By Nancy Thorner and Ed Ingold -
Why is it taking so long to determine whether anyone in the Trump camp conspired with the Russians to sabotage Hillary’s campaign? There is an active investigation by the FBI, and Congress has been holding hearings for months.
The answer is simple. The Democrats are prolonging the hearings in order to distract the public from more serious issues, like the failure of Obamacare, possible use of government surveillance for political reasons, nominated by the President. The Republicans seem to go along with this drama, possibly to keep their faces in the TV cameras. It is all a charade.
Logically, if not ethically, the investigation will continue indefinitely for one reason – it is impossible to prove a negative, i.e., there was no conspiracy. No matter how much information is collected, how many conversations or interviews are negative, there is always the possibility that one positive piece of information will be collected. All it takes is one, at least if it is independently corroborated, to secure an indictment. Should this occur, it would be leaked to the NYT long before a grand jury, or even Congress would know.
Parallel to this investigation is the fact that names on surveillance records involving the Trump campaign were deliberately unmasked and distributed to 16 agencies. It takes a special request, resulting in a paper trail, to unmask the names of any American citizen in these records. The burning questions are who ordered the unmasking, when did they do it, and for what reasons? It is legitimate to unmask names for national security reasons, but illegal if the reason is political, against your critics or opponents. The Democrats are determined to suppress this investigation, and for good reason. The finger points directly to Obama, and the scandal would exceed anything uncovered in Watergate.

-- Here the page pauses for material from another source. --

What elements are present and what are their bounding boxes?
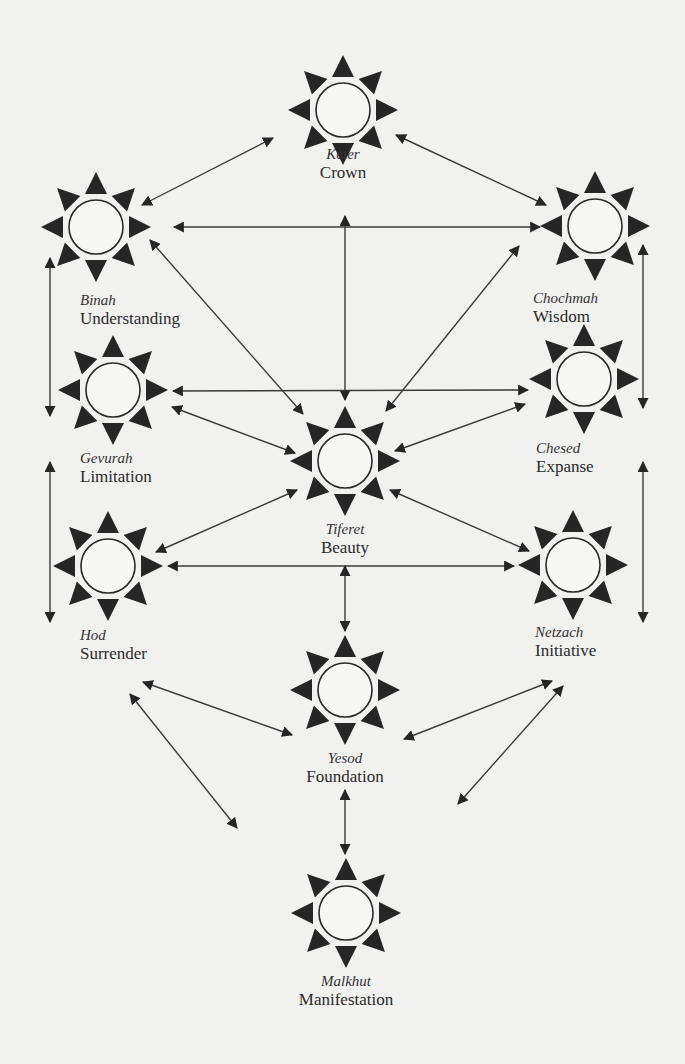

The NSA collects millions of phone calls, but it would be a simple task to filter out specific people, such as the Trump campaign or members of Congress (e.g., Rand Paul). This gives plausible deniability that these individuals were specifically targeted, although the effect is the same. James Clapper, James Comes and others have chosen their answers very carefully, or couched them in secrecy. With any politician, official (or attorney) you must listen carefully to what they say, and even more carefully to what they do not say. The truth is somewhere in the latter.
Why, in the last few months of the Obama presidency, were these transcripts distributed to 16 agencies, rather than the typical one or two? A plausible reason is the more recipients, the more likely the data will be leaked to the press. Susan Rice, Valery Jarrett and President Obama have the answers.